La ricerca delle radici

La ricerca delle radici, Einaudi, Gli struzzi, 1981
Author
Primo Levi
Publisher
Einaudi
Series
Gli struzzi
Year of publication
1981

 La ricerca delle radici is an anthology of the authors who were the most meaningful to Primo Levi, in his education and upbringing. He weaves together his scientific and his humanistic interests. 

At the suggestion of Giulio Bollati in 1981, Levi compiled an anthology of the authors who were the most meaningful to him in his education and upbringing. At the same time, he explained the reasons for his choices in a series of short introductions, which, in themselves, can be considered a declaration of poetry. La ricerca delle radici confirms Levi’s omnivorous, encyclopedic and curious nature. He weaves together his scientific and his humanistic interests. Darwin, Bragg, Gutterman, and Thorne intertwine with Homer, Conrad, Saint-Exupéry and Babel, thus offering us an authentic intellectual self-portrait. In this, “Primo Levi gives us much more than he seems to offer us,” as Geno Pampaloni wrote.

Back jacket, Einaudi 1997. 

"How many of our roots come from the books we have read? All, many, a little, or none, depending on the environment in which we are born, our temperament, and the labyrinth that fate has assigned to us. There are no rules: Christopher Columbus’s logbooks make for pithy reading but they contain no trace of a literary input; they are redolent of the man of adventure, the merchant and the politician, no more. At the other extreme, Anatole France remains a master of life and an amiable companion of the road, and yet his many books seem to derive from other books which are themselves bookish.
Always inclined to a hybrid input, I accepted willingly and with curiosity the proposal to compile a 'personal anthology,' not in the Borgesian sense of an auto-anthology but in that of a harvesting, retrospectively and in good faith, which would bring to light the possible traces of what has been read on what has been written. I accepted it as a bloodless experiment and to observe the effects.
[…]

As regards the individual texts and authors, or the passages within the work of each author, the choice was sincere, and almost automatic. I have a habit of placing my favorite books on the same shelf, independently of their theme and their age, and all are profusely underlined in the places that I love to reread: so I have not had to work very hard. Now, in the ultimate compilation, I notice a pattern that was not in the program, the more so because I didn’t have a program. More or less all the choices contain or imply a tension. More or less all show the effects of the fundamental dichotomies customary in the destiny of every conscious person: falsehood/truth, laughter/tears, judgment/folly, hope/despair, triumph/disaster". 

Levi, “Introduction,” Roots 2001; pp. 3, 7-8.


→ Task statement
Read through the records. Copy each line that has the word "step".

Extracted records
···
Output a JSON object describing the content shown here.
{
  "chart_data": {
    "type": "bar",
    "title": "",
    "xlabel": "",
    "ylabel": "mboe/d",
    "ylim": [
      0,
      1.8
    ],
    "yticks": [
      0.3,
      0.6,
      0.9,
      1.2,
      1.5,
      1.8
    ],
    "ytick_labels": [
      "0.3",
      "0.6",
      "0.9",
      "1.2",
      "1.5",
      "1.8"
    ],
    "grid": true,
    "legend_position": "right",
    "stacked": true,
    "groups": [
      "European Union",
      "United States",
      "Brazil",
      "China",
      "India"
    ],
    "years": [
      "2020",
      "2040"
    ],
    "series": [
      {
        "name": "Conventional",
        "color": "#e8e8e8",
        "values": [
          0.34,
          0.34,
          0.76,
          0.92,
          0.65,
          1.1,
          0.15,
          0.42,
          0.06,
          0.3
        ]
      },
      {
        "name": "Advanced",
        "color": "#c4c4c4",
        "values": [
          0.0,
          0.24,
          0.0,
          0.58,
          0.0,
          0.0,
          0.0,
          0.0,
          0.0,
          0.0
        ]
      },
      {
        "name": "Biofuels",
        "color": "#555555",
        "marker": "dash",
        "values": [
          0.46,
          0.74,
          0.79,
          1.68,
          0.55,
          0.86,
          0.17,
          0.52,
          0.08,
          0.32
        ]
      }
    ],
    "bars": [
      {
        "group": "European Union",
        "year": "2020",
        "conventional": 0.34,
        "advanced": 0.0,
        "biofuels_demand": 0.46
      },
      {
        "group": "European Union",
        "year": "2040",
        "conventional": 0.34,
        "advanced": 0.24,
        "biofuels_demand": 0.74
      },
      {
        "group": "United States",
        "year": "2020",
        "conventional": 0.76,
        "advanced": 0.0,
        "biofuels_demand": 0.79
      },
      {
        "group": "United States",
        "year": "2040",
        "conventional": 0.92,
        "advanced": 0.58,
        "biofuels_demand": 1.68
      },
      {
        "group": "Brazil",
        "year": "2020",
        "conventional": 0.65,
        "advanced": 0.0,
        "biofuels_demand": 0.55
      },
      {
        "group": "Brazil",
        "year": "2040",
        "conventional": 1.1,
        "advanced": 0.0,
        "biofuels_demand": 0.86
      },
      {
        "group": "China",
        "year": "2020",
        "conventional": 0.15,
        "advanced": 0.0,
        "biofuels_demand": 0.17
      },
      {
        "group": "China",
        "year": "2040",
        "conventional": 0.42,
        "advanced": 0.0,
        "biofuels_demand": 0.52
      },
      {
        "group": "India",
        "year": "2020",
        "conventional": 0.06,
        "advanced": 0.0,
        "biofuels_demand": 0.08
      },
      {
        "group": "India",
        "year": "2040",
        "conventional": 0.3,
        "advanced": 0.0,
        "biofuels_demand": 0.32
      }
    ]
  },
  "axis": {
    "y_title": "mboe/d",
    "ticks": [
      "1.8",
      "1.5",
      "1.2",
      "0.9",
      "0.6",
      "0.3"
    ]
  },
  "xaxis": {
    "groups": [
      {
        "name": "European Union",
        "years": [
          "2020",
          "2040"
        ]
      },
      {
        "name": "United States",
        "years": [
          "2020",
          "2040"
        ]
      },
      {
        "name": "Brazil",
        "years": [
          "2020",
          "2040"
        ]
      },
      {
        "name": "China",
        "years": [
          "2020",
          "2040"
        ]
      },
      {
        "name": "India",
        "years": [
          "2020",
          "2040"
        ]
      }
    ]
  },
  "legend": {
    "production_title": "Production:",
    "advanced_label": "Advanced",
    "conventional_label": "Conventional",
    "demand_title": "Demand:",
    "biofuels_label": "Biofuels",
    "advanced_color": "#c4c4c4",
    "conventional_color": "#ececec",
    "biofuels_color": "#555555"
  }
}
···
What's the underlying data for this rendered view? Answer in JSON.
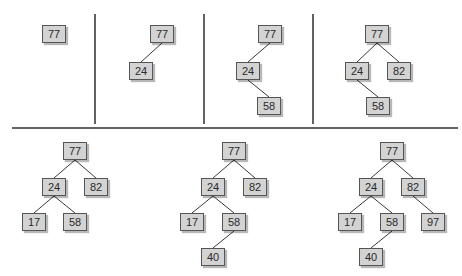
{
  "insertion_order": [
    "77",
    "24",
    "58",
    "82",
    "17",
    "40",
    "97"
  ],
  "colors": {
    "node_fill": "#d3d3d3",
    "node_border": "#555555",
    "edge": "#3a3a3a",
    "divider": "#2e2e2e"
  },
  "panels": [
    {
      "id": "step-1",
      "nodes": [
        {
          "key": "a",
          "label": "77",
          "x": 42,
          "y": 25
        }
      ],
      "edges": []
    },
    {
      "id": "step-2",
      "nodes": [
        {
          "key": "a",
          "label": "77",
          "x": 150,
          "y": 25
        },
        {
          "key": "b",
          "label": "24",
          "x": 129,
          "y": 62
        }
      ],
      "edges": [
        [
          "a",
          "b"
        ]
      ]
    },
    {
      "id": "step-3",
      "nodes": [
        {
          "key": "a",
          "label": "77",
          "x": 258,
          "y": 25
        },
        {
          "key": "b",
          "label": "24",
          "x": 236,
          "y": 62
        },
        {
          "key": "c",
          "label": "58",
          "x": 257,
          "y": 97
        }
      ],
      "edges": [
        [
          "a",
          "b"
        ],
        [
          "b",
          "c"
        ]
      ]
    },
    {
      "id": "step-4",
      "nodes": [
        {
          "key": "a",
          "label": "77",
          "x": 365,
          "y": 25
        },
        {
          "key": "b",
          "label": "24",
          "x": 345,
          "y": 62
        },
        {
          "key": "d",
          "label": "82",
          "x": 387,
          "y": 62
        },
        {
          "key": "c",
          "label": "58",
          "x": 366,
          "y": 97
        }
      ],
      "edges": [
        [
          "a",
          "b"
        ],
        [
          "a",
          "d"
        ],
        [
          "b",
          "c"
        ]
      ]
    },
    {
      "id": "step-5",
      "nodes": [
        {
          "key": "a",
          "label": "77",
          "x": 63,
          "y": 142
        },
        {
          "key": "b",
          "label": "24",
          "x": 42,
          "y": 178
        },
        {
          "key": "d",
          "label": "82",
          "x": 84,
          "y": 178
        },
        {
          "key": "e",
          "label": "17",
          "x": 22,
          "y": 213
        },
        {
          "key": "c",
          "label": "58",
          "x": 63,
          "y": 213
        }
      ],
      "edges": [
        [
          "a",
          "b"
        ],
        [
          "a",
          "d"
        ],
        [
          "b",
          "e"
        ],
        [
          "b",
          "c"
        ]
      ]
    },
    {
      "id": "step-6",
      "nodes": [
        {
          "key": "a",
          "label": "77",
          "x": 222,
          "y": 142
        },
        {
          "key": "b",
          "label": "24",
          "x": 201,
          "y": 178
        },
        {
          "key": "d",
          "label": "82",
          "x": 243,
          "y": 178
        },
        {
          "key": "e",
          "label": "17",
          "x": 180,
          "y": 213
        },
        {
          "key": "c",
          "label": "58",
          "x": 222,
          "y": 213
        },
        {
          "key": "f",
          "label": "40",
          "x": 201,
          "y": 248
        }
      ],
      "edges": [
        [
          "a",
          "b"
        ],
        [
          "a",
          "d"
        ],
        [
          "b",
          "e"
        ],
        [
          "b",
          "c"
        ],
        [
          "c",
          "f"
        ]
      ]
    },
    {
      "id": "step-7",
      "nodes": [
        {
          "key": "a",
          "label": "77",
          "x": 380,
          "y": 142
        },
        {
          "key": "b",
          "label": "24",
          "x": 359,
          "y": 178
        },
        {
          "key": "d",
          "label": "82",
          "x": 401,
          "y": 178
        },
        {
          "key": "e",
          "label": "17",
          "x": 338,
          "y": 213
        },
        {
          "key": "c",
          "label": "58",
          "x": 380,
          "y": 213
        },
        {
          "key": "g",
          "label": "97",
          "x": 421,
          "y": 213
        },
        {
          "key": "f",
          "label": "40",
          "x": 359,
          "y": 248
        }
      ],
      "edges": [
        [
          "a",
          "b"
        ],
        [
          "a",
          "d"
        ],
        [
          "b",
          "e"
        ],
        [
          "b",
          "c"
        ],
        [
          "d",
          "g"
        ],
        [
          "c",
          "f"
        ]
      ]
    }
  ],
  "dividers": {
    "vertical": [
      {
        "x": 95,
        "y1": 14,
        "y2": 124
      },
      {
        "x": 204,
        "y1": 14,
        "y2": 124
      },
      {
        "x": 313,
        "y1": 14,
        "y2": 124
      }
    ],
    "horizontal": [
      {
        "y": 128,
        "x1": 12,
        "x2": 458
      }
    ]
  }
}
···
→ Expected answer
      "id": "step-1",
      "id": "step-2",
      "id": "step-3",
      "id": "step-4",
      "id": "step-5",
      "id": "step-6",
      "id": "step-7",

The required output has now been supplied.